Friday, October 04, 2013

The Death of the Music Publishing Industry

The Death of the Music Publishing Industry

And the Minor Deaths of CDs

 “Heading West” was a popular term within the U.S. long before it became economically possible, then an option and ultimately a fad locally. The West was where any person with empty pockets but a heart full of zest could make his fortune. Be it in the oil fields or be it in a small town at the end of a desert. The town was full of dust and promises, heart-breaks and dreams. It was called, of all unlikely names, Hollywood. Starting off as a privately held estate, it took nearly half a century to convert into a proper township. Aside from the picturesque countryside the reason for major motion picture companies to establish themselves there was quite accidental; they just wanted to move as far away from Edison’s company and its lawyers. Thus, the industry that made dreams come true was born. Each topic was fresh, each face was new. The cellophane they produced was transported across oceans and nations. Careers and legends rose and fell each day.

The biggest fall was with the advent of the “talkies”. At first, the motion pictures that were recorded with sound were ignored by most as naught but a passing fad. What history did with these scoffers is well detailed in The Artist (2012).

The name of Eastman Kodak was synonymous with films; be they those for recording Western actions or for X-Rays. Kodak owns the patents for inventing most of the film industry and equipment. Cutting edge or bleeding edge, if it had anything to do with filming, then Kodak invented it. With camera equipment at its height, Kodak invented a gadget for the “non-serious hobbyist”: a portable digital camera. It was taken as a fad yet again, expected to pass once people got over its novelty value and returned to “serious” cameras. The giant that ruled the business world of cinematography bet its future the wrong way and ended up going into receivership in 2012.

Such is history. Each new invention raises a wake that supports a million jobs and drowns a million others.
It is now the turn of Compact Disks to join the museum shelves along with phonographs, 8-track tapes and cassettes. The curtain is coming down not just on CD’s but publishing houses, distribution companies and so on down the line.

The why of it is no mystery but is clear to everyone. CDs were invented for data storage initially but quickly shifted to audio storage for the simple reason that they offered a medium that was smaller, could store more information and reproduce music at higher quality than others. Being a change of recording mediums only, it was taken in stride by music recording companies as well as equipment manufacturers who simply phased out, or dumped, phonograph records and cassette tapes.

Their business, on the whole, remained the same: milking the success of music artists and performers worldwide. The recording companies, not the artists, profited from every sale. A complete book can be written (and many have been) on the one-sided economics of the music industry. Singer after singer worked unceasingly to produce enough material to fill one CD before any money could be made. And then, all the money went into the coffers of the companies while the singers got some fame and more bills to pay.

In this totally unfair world of music – which was/is exactly as fair as rest of life – a singer could not sell the best of songs till he or she could supply enough new songs to fill a CD and in the meantime the song was blared out from radio stations and televisions.

Suddenly, people noticed the winds of change had blown yet again when they hadn’t been paying attention and they had pockets full of digital audio recording and playing equipment to which music could be downloaded at the press of a button. “Where did this come from?”, they wondered. Then went on to hook these matchbook-sized players to their computers to download the latest songs, audio-books, cooking recipes, and so on. If you stand near any bourse, you would be able to hear the stock of recording companies crashing.

Each singer, each cook, each story-teller now has the option of distributing single contents directly. They can completely cut out the old middle man, though in favor of new ones, but with added benefits of near-zero production costs along with worldwide distribution.

The audience slash target market is near incalculable as the numbers keep increasing before any estimate may be collated. At a guesstimate, there are going to be 800 million Android and 300 million iPhones in use by the end of this year. In simple words, every 1 person alive out of 7 in the world has a smart phone. Add to that iPods and its ilk of MP3 players and you are looking at a lot of hardware.

Apple’s iTunes Store alone sold 25 billion songs. JLo’s On The Floor had 1.4 million downloads from iTunes Stores alone within a couple of months of being released, so she probably made enough money to buy a fully custom-designed airliner.

There is a huge Winchester hard drive on display at the Smithsonian. It could store an amazing 2K bytes of data. They’ll probably display the CD next to it.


WORK INSTRUCTION: Your answer should consist of each line from the data below that contains "square".

DATASET CONTENT:

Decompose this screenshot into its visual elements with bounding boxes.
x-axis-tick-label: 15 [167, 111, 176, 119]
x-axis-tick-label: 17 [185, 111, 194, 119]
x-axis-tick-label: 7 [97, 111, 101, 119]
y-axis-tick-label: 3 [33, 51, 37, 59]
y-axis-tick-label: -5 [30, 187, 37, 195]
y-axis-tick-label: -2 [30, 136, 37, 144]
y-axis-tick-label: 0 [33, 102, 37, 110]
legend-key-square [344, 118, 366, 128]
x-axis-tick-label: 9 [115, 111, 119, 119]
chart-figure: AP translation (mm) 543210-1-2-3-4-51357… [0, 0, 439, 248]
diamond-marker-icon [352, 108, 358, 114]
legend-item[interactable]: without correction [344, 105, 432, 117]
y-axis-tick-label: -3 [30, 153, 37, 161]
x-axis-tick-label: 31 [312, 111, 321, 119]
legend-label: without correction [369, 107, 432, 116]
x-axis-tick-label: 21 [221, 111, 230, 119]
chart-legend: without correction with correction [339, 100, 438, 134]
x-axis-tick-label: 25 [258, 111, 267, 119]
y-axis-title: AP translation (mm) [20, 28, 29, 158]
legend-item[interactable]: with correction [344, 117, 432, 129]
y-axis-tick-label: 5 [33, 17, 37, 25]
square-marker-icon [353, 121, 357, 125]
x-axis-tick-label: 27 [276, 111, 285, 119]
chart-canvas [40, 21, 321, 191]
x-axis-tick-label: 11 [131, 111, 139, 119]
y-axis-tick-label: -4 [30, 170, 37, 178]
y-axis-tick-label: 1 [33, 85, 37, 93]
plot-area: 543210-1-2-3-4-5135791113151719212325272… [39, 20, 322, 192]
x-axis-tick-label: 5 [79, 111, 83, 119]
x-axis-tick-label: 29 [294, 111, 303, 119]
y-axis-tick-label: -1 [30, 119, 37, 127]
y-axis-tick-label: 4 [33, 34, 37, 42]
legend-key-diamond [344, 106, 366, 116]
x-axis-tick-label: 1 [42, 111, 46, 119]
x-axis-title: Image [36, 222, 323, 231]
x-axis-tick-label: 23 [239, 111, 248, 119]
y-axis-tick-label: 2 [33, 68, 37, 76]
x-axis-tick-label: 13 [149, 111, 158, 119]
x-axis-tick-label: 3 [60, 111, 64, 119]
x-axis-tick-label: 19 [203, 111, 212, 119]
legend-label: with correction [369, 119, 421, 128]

...

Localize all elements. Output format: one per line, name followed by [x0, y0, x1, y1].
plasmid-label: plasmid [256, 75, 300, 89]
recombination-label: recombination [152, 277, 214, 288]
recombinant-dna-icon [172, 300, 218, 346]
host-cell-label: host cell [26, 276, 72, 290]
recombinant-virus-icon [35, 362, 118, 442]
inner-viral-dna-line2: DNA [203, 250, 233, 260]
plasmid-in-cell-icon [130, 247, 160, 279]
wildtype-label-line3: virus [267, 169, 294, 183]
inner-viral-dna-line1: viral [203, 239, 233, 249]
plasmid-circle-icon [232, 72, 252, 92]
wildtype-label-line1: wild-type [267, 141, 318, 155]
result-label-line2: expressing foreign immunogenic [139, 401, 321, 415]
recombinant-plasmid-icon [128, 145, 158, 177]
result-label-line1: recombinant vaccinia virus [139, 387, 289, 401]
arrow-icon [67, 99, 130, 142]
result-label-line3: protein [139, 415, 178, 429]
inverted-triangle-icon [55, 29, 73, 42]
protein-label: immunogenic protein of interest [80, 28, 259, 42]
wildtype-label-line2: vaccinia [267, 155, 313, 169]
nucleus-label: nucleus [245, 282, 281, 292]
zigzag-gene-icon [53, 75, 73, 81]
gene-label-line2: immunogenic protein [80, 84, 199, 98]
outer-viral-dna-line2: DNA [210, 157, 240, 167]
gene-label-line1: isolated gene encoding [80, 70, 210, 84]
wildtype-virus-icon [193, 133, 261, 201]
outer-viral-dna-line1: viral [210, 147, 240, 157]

TASK RESULT:
legend-key-square [344, 118, 366, 128]
square-marker-icon [353, 121, 357, 125]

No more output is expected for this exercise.